Sunday, September 13, 2015
Thursday, September 10, 2015
Monday, September 7, 2015
Letter of Complaint
It has become a grave concern of mine: How to stop time.
I imagine lassoing it and dragging it to the ground- it's too heavy, and I know it, and you know it, but I can't resist the snag of the image. Also I imagine throwing myself in front of it, as if it's a train, but we all know how that ends. I imagine myself prostrate clutching its feet as it walks away. It's a deaf mute, time, or a robot- or simply hard-hearted.
But my project: Make it stop. There's drink, which works sometimes, but only in shot-glass-worths, intermittent hiccups. There are photographs, which are nothing but tattoos of regret, and videos, which are snuff films. Gritting your teeth does not work, nor does a habit of sustained, maniacal attention to the moment -it passes and passes and passes, indifferent to your efforts. Meditate and you're nothing but a Greek chorus, a bedside witness, late to the reception with your hands full of funeral casserole.

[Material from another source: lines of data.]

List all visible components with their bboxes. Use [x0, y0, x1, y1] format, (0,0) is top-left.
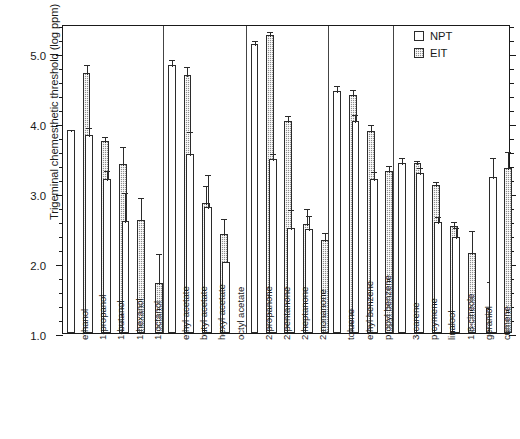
error-bar-cap: [322, 233, 328, 234]
error-bar: [273, 154, 274, 162]
error-bar-cap: [102, 137, 108, 138]
y-tick-major: 4.0: [56, 125, 63, 126]
x-axis-label: geraniol: [483, 306, 494, 340]
x-axis-label: 1-butanol: [115, 300, 126, 340]
error-bar: [123, 147, 124, 167]
y-tick-minor: [59, 111, 64, 112]
error-bar: [374, 172, 375, 180]
error-bar-cap: [453, 228, 459, 229]
error-bar-cap: [288, 210, 294, 211]
bar-npt: [67, 130, 75, 333]
y-tick-major: 3.0: [56, 195, 63, 196]
y-tick-minor: [59, 293, 64, 294]
legend-swatch-eit-icon: [414, 48, 424, 58]
y-tick-minor: [59, 153, 64, 154]
error-bar-cap: [169, 60, 175, 61]
error-bar: [208, 175, 209, 209]
y-tick-label: 4.0: [30, 120, 46, 132]
y-tick-minor: [59, 69, 64, 70]
y-tick-minor-right: [509, 139, 514, 140]
y-tick-minor: [59, 181, 64, 182]
y-tick-label: 2.0: [30, 260, 46, 272]
error-bar: [337, 86, 338, 93]
y-tick-minor: [59, 223, 64, 224]
error-bar-cap: [122, 193, 128, 194]
error-bar-cap: [386, 166, 392, 167]
error-bar: [125, 193, 126, 223]
error-bar: [389, 166, 390, 173]
error-bar-cap: [304, 209, 310, 210]
y-tick-minor-right: [509, 111, 514, 112]
error-bar: [89, 128, 90, 137]
y-tick-minor: [59, 251, 64, 252]
y-tick-minor: [59, 27, 64, 28]
error-bar: [141, 198, 142, 221]
error-bar-cap: [490, 158, 496, 159]
x-axis-label: 2-pentanone: [281, 287, 292, 340]
y-tick-minor: [59, 279, 64, 280]
error-bar: [472, 231, 473, 256]
error-bar-cap: [267, 32, 273, 33]
error-bar-cap: [270, 154, 276, 155]
y-tick-minor-right: [509, 27, 514, 28]
error-bar-cap: [469, 231, 475, 232]
x-axis-label: ethyl acetate: [180, 286, 191, 340]
error-bar-cap: [187, 132, 193, 133]
error-bar-cap: [84, 65, 90, 66]
y-tick-minor: [59, 167, 64, 168]
error-bar-cap: [306, 216, 312, 217]
bar-npt: [251, 44, 259, 333]
error-bar-cap: [414, 161, 420, 162]
error-bar-cap: [205, 175, 211, 176]
error-bar-cap: [399, 158, 405, 159]
error-bar: [420, 168, 421, 175]
error-bar: [355, 115, 356, 123]
x-axis-label: 1-hexanol: [134, 298, 145, 340]
error-bar-cap: [433, 182, 439, 183]
error-bar-cap: [86, 128, 92, 129]
error-bar-cap: [334, 86, 340, 87]
error-bar-cap: [221, 219, 227, 220]
y-tick-minor: [59, 237, 64, 238]
bar-npt: [398, 163, 406, 333]
error-bar-cap: [285, 116, 291, 117]
y-tick-minor-right: [509, 83, 514, 84]
legend-swatch-npt-icon: [414, 31, 424, 41]
y-tick-minor: [59, 209, 64, 210]
error-bar: [172, 60, 173, 67]
error-bar: [309, 216, 310, 231]
y-tick-minor: [59, 41, 64, 42]
error-bar-cap: [120, 147, 126, 148]
x-axis-label: 2-propanone: [263, 286, 274, 340]
x-axis-label: cumene: [501, 306, 512, 340]
error-bar: [190, 132, 191, 157]
legend-entry-eit: EIT: [414, 45, 452, 60]
error-bar-cap: [451, 222, 457, 223]
y-tick-major: 5.0: [56, 55, 63, 56]
y-tick-minor-right: [509, 97, 514, 98]
error-bar-cap: [371, 172, 377, 173]
x-axis-label: hexyl acetate: [216, 284, 227, 340]
x-axis-label: 3-carene: [410, 303, 421, 340]
error-bar-cap: [368, 125, 374, 126]
x-axis-label: toluene: [345, 309, 356, 340]
bar-npt: [352, 121, 360, 333]
error-bar: [187, 67, 188, 77]
y-tick-minor: [59, 97, 64, 98]
legend-label-npt: NPT: [430, 30, 452, 42]
x-axis-label: 2-heptanone: [299, 287, 310, 340]
y-tick-label: 5.0: [30, 50, 46, 62]
error-bar: [438, 217, 439, 224]
error-bar-cap: [68, 130, 74, 131]
y-tick-label: 3.0: [30, 190, 46, 202]
chart-figure: Trigeminal chemesthetic threshold (log p…: [0, 0, 520, 439]
x-axis-label: linalool: [446, 311, 457, 340]
error-bar: [456, 228, 457, 239]
error-bar-cap: [184, 67, 190, 68]
y-tick-major: 2.0: [56, 265, 63, 266]
error-bar-cap: [350, 90, 356, 91]
x-axis-label: 1,8-cineole: [465, 294, 476, 340]
x-axis-label: 2-nonanone: [317, 289, 328, 340]
error-bar-cap: [138, 198, 144, 199]
error-bar-cap: [156, 254, 162, 255]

Writing is your best bet. You knew that. But it's a fools errand. You twist things, by writing them. You wring their necks.
I strangle anyway. Damp heat. Small hands scrabbling at model trains. The hush, thick and awful and exquisite, after a toddler has passed. We wake early, drink too much coffee, try to scare up joy where we can - a train's passage and the whine of its brakes, a plan for dinner and tickle chase, again.
It's a no-joke enterprise, the permanent retarding of today: failing and failing and shouting the whole damn time.
I imagine lassoing it and dragging it to the ground- it's too heavy, and I know it, and you know it, but I can't resist the snag of the image. Also I imagine throwing myself in front of it, as if it's a train, but we all know how that ends. I imagine myself prostrate clutching its feet as it walks away. It's a deaf mute, time, or a robot- or simply hard-hearted.
But my project: Make it stop. There's drink, which works sometimes, but only in shot-glass-worths, intermittent hiccups. There are photographs, which are nothing but tattoos of regret, and videos, which are snuff films. Gritting your teeth does not work, nor does a habit of sustained, maniacal attention to the moment -it passes and passes and passes, indifferent to your efforts. Meditate and you're nothing but a Greek chorus, a bedside witness, late to the reception with your hands full of funeral casserole.
Writing is your best bet. You knew that. But it's a fools errand. You twist things, by writing them. You wring their necks.
I strangle anyway. Damp heat. Small hands scrabbling at model trains. The hush, thick and awful and exquisite, after a toddler has passed. We wake early, drink too much coffee, try to scare up joy where we can - a train's passage and the whine of its brakes, a plan for dinner and tickle chase, again.
It's a no-joke enterprise, the permanent retarding of today: failing and failing and shouting the whole damn time.